For a social safety net to work, the number of net contributors must exceed net recipients. This ratio predictably becomes unsustainable in large, diverse countries (over 100M people), as a shared sense of obligation to contribute diminishes, leading to systemic collapse.
The 'Nordic model' admired by American socialists led to an economic collapse in Sweden in the 1990s. The country's subsequent success was built on privatizing industries, radically cutting corporate taxes, and abolishing wealth taxes—policies directly opposite to those it is often cited as championing.
A small fraction of innovators and entrepreneurs creates most of a society's economic value, following a power law distribution. Socialist policies that over-tax this group to flatten outcomes ultimately break the incentive structure, stalling the entire economic engine and leaving no wealth to redistribute.
When governments view successful citizens' wealth as their own rightful property, they become predatory. This mindset drives high-net-worth individuals to leave, as seen in 1970s Sweden and modern New York, ironically destroying the very tax base needed for social programs.
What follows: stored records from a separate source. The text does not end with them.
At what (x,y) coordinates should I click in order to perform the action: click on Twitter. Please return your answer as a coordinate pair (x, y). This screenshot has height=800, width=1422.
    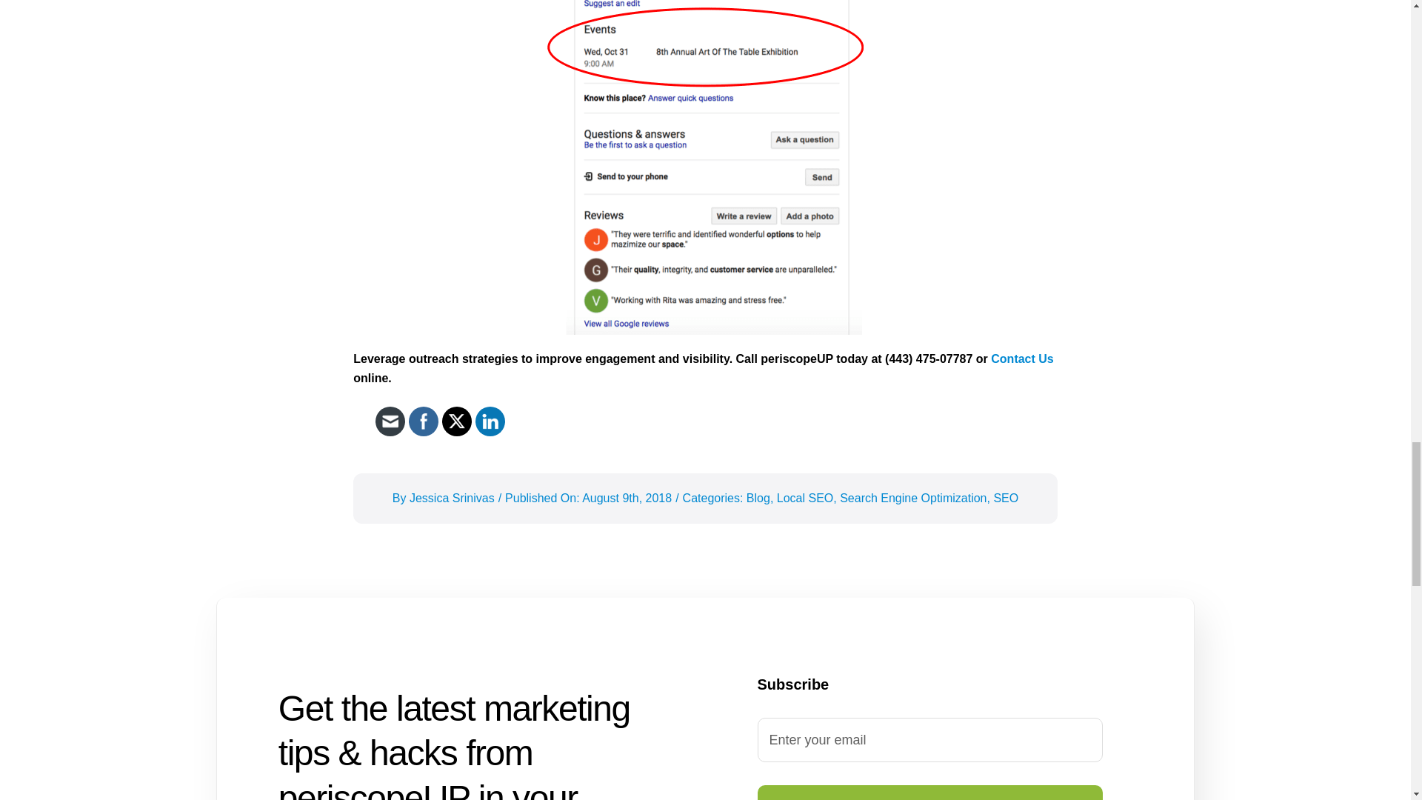
    Looking at the image, I should click on (456, 421).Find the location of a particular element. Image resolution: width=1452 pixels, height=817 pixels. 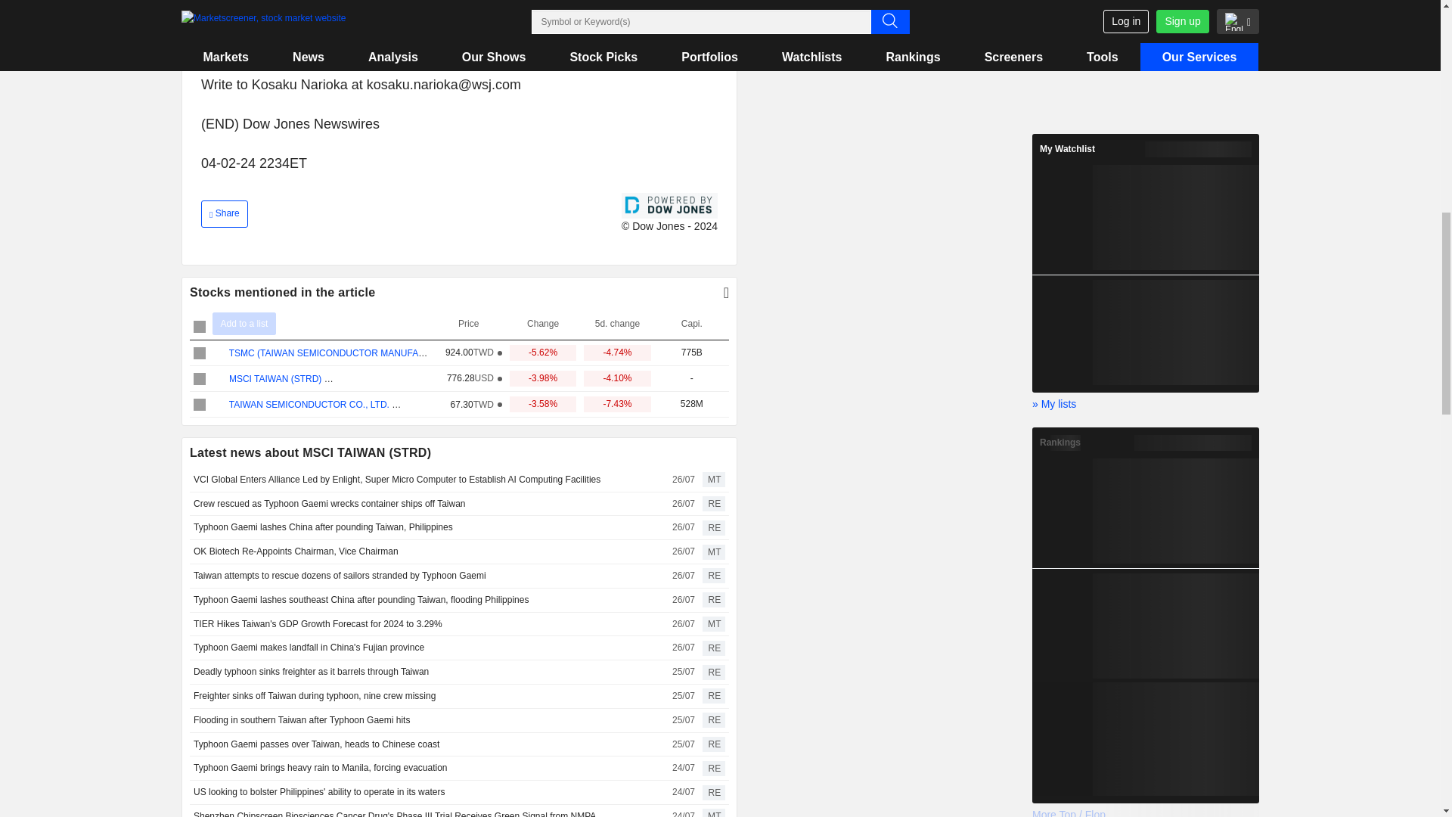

The historical record shows that wealth taxes cause capital flight on such a large scale that they ultimately reduce a government's total tax revenue. For example, after France introduced one, 42,000 millionaires left with €200 billion, forcing the government to later abolish the tax.
A government funding unsustainable promises has only three choices, all of which terminate in dead ends. It can tax harder, causing capital flight; borrow more, leading to a debt crisis; or print money, destroying the currency's value. Each path inevitably leads to economic ruin.